Alice Channer: Out of Body

Martine Rouleau
South London Gallery, London,
March 2 – May 13, 2012
Alice Channer Out of Body, South London Gallery, London, 2012.
photo : Andy Keate, courtesy of the artist and South London Gallery, London
To describe Out of Body as a smattering of limbs and organs would be both accurate and unsatisfactory. Indeed, the works might be titled Eyes, Arms, Thighs and Lungs but they exist as a whole from which no one element could be severed. There is a curatorial unity to the exhibition — orchestrated by the artist — which lends it the cohesive character of an installation, a body of work as well as a metaphorical human body. 

Yet this human body is not represented in any kind of figurative manner. There is, rather, an absence of the body, a suggestion of the incarnated presence of the artist, as the work bears the trace of her own physicality and its relationship to materials. “The work is me,” Channer says, “breathing, feeling and thinking with, through, and as part of, the processes and materials that make up the industrial world that I live in and that constitute my work.”

Cold Metal Body, a large distorted digital print of stone-carved drap-ery, illustrates this indivisibility. The stone rendition of fabric, itself printed on heavy crêpe de chine strung from the ceiling, is so manipulated as to be abstract, leaving the interpretation open to the viewer. Engaging with Cold Metal Body requires a certain movement of the body, a stretching up and stepping back that assigns to the viewer the responsibility to perform part of the work. The more one moves around the hanging structure, the more it reveals itself: at the back of the piece is the black imprint of a ghostly arm. Reasserting this synergy between body and work with a touch of humour, Channer peppered her sculptures with such traces of herself — almost signatures.

The artist’s masterful permutation of materials is also present in Amphibians and Reptiles, two structures of mirror-polished stainless steel, cast aluminium, marble and… tights. The reflective semi-circular shapes of these works undulate off the floor, as if arrested mid-slither. They first appear to be machined into hard, shiny perfection, but uncanny elements soon emerge to disrupt the smoothness: hand-carved irregularities in the marble columns and aluminium casts of tights curved as if they were crawling, their deflated shape evoking the human presence that activates the machine of industrial production, vulnerable yet essential.

At times, Channer’s work is reminiscent of that of Eva Hesse or Barbara Hepworth, yet she creates a tension that is both compelling and unique. The play between the figurative and the abstract, between per-sonal experience and cultural references and between the handcrafted and the manufactured is at the heart of Out of Body. It makes a potent case for the body redefining the world beyond the reach of the human mind.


Your objective: Write out each record in full and exactly as given. Skip any pictures.

The data:
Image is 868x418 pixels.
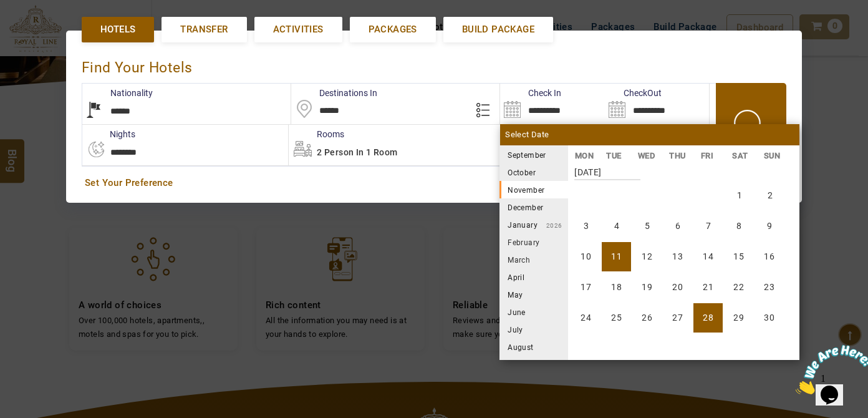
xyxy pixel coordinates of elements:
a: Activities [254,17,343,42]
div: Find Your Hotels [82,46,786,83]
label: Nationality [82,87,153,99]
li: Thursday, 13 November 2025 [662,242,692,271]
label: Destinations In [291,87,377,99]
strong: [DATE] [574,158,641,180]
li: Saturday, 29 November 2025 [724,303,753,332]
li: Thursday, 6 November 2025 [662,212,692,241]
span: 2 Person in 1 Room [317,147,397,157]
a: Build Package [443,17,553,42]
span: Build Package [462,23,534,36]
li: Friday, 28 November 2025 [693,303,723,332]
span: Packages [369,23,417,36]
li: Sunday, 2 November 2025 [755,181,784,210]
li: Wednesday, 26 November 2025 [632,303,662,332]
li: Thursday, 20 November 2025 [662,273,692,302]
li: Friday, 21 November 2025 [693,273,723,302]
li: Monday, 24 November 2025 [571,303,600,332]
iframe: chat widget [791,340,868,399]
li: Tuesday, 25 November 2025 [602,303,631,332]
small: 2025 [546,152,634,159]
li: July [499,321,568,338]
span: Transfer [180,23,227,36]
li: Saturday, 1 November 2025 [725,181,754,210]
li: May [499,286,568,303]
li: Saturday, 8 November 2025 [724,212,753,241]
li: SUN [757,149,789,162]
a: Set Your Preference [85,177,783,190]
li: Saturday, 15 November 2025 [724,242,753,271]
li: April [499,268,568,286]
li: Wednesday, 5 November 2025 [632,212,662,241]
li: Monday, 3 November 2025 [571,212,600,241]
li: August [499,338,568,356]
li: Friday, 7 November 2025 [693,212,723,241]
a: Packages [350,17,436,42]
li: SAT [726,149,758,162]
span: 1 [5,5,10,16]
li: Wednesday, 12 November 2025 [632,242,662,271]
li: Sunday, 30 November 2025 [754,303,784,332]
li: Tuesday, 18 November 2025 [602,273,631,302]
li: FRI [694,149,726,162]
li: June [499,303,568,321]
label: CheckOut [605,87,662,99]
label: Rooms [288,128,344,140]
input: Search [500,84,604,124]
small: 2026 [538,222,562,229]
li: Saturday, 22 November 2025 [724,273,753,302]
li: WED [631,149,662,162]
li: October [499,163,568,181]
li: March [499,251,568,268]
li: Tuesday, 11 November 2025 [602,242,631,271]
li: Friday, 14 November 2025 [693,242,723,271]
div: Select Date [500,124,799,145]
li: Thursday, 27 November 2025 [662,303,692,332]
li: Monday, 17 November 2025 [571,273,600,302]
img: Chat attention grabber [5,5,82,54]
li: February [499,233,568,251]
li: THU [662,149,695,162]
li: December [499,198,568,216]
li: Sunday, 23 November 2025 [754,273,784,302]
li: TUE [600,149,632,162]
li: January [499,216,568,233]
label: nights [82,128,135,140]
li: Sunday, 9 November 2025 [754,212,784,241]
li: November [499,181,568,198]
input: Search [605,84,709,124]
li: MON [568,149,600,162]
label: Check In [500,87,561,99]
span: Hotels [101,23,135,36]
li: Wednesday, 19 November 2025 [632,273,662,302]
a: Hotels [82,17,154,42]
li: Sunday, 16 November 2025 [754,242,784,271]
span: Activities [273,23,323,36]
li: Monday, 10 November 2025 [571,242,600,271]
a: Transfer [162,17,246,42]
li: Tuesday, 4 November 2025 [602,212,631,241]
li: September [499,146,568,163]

The answer:
Image is 868x418 pixels.
xyxy pixel coordinates of elements:
a: Activities [254,17,343,42]
div: Find Your Hotels [82,46,786,83]
label: Nationality [82,87,153,99]
li: Thursday, 13 November 2025 [662,242,692,271]
label: Destinations In [291,87,377,99]
strong: [DATE] [574,158,641,180]
li: Saturday, 29 November 2025 [724,303,753,332]
li: Thursday, 6 November 2025 [662,212,692,241]
span: 2 Person in 1 Room [317,147,397,157]
a: Build Package [443,17,553,42]
span: Build Package [462,23,534,36]
li: Friday, 28 November 2025 [693,303,723,332]
span: Packages [369,23,417,36]
li: Sunday, 2 November 2025 [755,181,784,210]
li: Wednesday, 26 November 2025 [632,303,662,332]
li: Thursday, 20 November 2025 [662,273,692,302]
li: Friday, 21 November 2025 [693,273,723,302]
li: Monday, 24 November 2025 [571,303,600,332]
iframe: chat widget [791,340,868,399]
li: Tuesday, 25 November 2025 [602,303,631,332]
small: 2025 [546,152,634,159]
li: July [499,321,568,338]
span: Transfer [180,23,227,36]
li: Saturday, 1 November 2025 [725,181,754,210]
li: May [499,286,568,303]
li: Saturday, 8 November 2025 [724,212,753,241]
li: SUN [757,149,789,162]
a: Set Your Preference [85,177,783,190]
li: Saturday, 15 November 2025 [724,242,753,271]
li: April [499,268,568,286]
li: Wednesday, 5 November 2025 [632,212,662,241]
li: Monday, 3 November 2025 [571,212,600,241]
li: August [499,338,568,356]
li: Friday, 7 November 2025 [693,212,723,241]
a: Packages [350,17,436,42]
li: SAT [726,149,758,162]
span: 1 [5,5,10,16]
li: Wednesday, 12 November 2025 [632,242,662,271]
li: Sunday, 30 November 2025 [754,303,784,332]
li: Tuesday, 18 November 2025 [602,273,631,302]
li: FRI [694,149,726,162]
li: June [499,303,568,321]
label: CheckOut [605,87,662,99]
label: Rooms [288,128,344,140]
input: Search [500,84,604,124]
small: 2026 [538,222,562,229]
li: Saturday, 22 November 2025 [724,273,753,302]
li: WED [631,149,662,162]
li: October [499,163,568,181]
li: March [499,251,568,268]
li: Tuesday, 11 November 2025 [602,242,631,271]
li: Friday, 14 November 2025 [693,242,723,271]
div: Select Date [500,124,799,145]
li: Thursday, 27 November 2025 [662,303,692,332]
li: Monday, 17 November 2025 [571,273,600,302]
img: Chat attention grabber [5,5,82,54]
li: February [499,233,568,251]
li: THU [662,149,695,162]
li: December [499,198,568,216]
li: Sunday, 23 November 2025 [754,273,784,302]
li: TUE [600,149,632,162]
li: January [499,216,568,233]
label: nights [82,128,135,140]
li: Sunday, 9 November 2025 [754,212,784,241]
li: November [499,181,568,198]
input: Search [605,84,709,124]
li: MON [568,149,600,162]
label: Check In [500,87,561,99]
span: Hotels [101,23,135,36]
li: Wednesday, 19 November 2025 [632,273,662,302]
a: Hotels [82,17,154,42]
li: Sunday, 16 November 2025 [754,242,784,271]
span: Activities [273,23,323,36]
li: Monday, 10 November 2025 [571,242,600,271]
a: Transfer [162,17,246,42]
li: Tuesday, 4 November 2025 [602,212,631,241]
li: September [499,146,568,163]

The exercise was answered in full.